Whether or not 2019 will be his last chance remains to be seen.
Cameron was delighted with how Shaw attacked his recovery from his knee injury and how he has presented himself this year and, as recently as last week, they caught up to discuss his playing future.
“He’s had to look after his body more than he used to, but the leg speed, the physicality and the competitiveness is still there,” Cameron said.
“He’s had that attitude to work hard again, so we’re having good discussions.”
Heath Shaw has been developing his coaching ability, working with the GIANTS' AFLW team the past two seasons
Cameron believes Shaw has a future in coaching, while his bubbly personality will surely open any number of doors in the media.

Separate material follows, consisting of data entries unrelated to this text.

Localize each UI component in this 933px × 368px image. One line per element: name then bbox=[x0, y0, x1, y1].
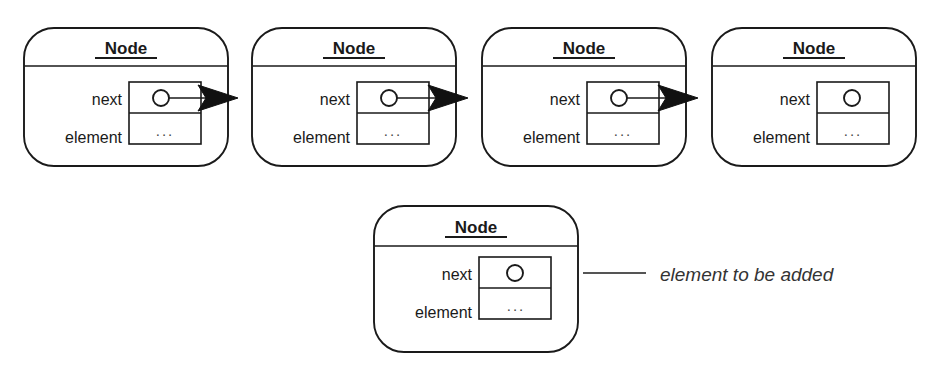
element-value-ellipsis: ... bbox=[614, 122, 633, 139]
field-label-next: next bbox=[442, 266, 473, 283]
node-title-label: Node bbox=[105, 39, 148, 58]
node-title-label: Node bbox=[333, 39, 376, 58]
annotation-label: element to be added bbox=[660, 264, 835, 285]
linked-list-diagram: Node next element ... Node next element … bbox=[0, 0, 933, 368]
element-value-ellipsis: ... bbox=[156, 122, 175, 139]
field-label-next: next bbox=[780, 91, 811, 108]
node-box-new: Node next element ... bbox=[374, 206, 578, 352]
next-pointer-circle bbox=[844, 90, 860, 106]
node-box-1: Node next element ... bbox=[24, 28, 228, 166]
field-label-element: element bbox=[753, 129, 810, 146]
node-title-label: Node bbox=[455, 218, 498, 237]
node-box-4: Node next element ... bbox=[712, 28, 916, 166]
field-label-element: element bbox=[523, 129, 580, 146]
field-label-element: element bbox=[65, 129, 122, 146]
node-box-3: Node next element ... bbox=[482, 28, 686, 166]
element-value-ellipsis: ... bbox=[507, 297, 526, 314]
field-label-next: next bbox=[320, 91, 351, 108]
node-box-2: Node next element ... bbox=[252, 28, 456, 166]
field-label-element: element bbox=[293, 129, 350, 146]
field-label-next: next bbox=[92, 91, 123, 108]
next-pointer-circle bbox=[507, 265, 523, 281]
element-value-ellipsis: ... bbox=[384, 122, 403, 139]
node-title-label: Node bbox=[793, 39, 836, 58]
field-label-next: next bbox=[550, 91, 581, 108]
field-label-element: element bbox=[415, 304, 472, 321]
next-pointer-circle bbox=[153, 90, 169, 106]
next-pointer-circle bbox=[381, 90, 397, 106]
next-pointer-circle bbox=[611, 90, 627, 106]
node-title-label: Node bbox=[563, 39, 606, 58]
element-value-ellipsis: ... bbox=[844, 122, 863, 139]
diagram-canvas: Node next element ... Node next element … bbox=[0, 0, 933, 368]
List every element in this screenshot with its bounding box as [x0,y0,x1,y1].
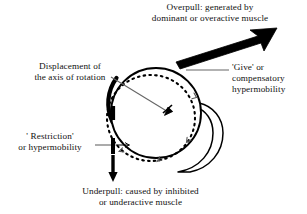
label-displacement: Displacement of the axis of rotation [18,61,122,83]
restriction-bar-upper [112,106,116,120]
restriction-bar-marker [111,138,115,154]
label-restriction: ' Restriction' or hypermobility [4,131,96,153]
label-overpull: Overpull: generated by dominant or overa… [120,2,300,24]
label-give: 'Give' or compensatory hypermobility [232,62,306,96]
diagram-canvas [0,0,307,214]
underpull-arrow [108,155,117,182]
label-underpull: Underpull: caused by inhibited or undera… [48,186,233,208]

But before then will come some time away from the game.
“To be brutally honest, it is something you think about,” he said of retirement.
“The plan is to take a year away from football, maybe travel.
“After being in the system for so long, you get so used to it that it becomes normal, so I’d like to get out there and experience something a bit abnormal, uncommon and perhaps even a bit uncomfortable.
“And if I come back to football, it will be with a fresh mind and having had some other experiences.”
But he’s relishing the next fortnight.
“I’ve managed to survive this long in the game so I’ve obviously done a few things right,” he said.
“There have been some learnings along the way, things I can highly recommend people avoid, which have helped build the character of the person I am now.
“But to find myself at 299 games playing for a club that didn’t exist when I started, against my old club, in a state where I didn’t think I’d be playing football … yeah, it’s pretty interesting how it’s turned out.”
When it comes to Heath Shaw, interesting might be an understatement.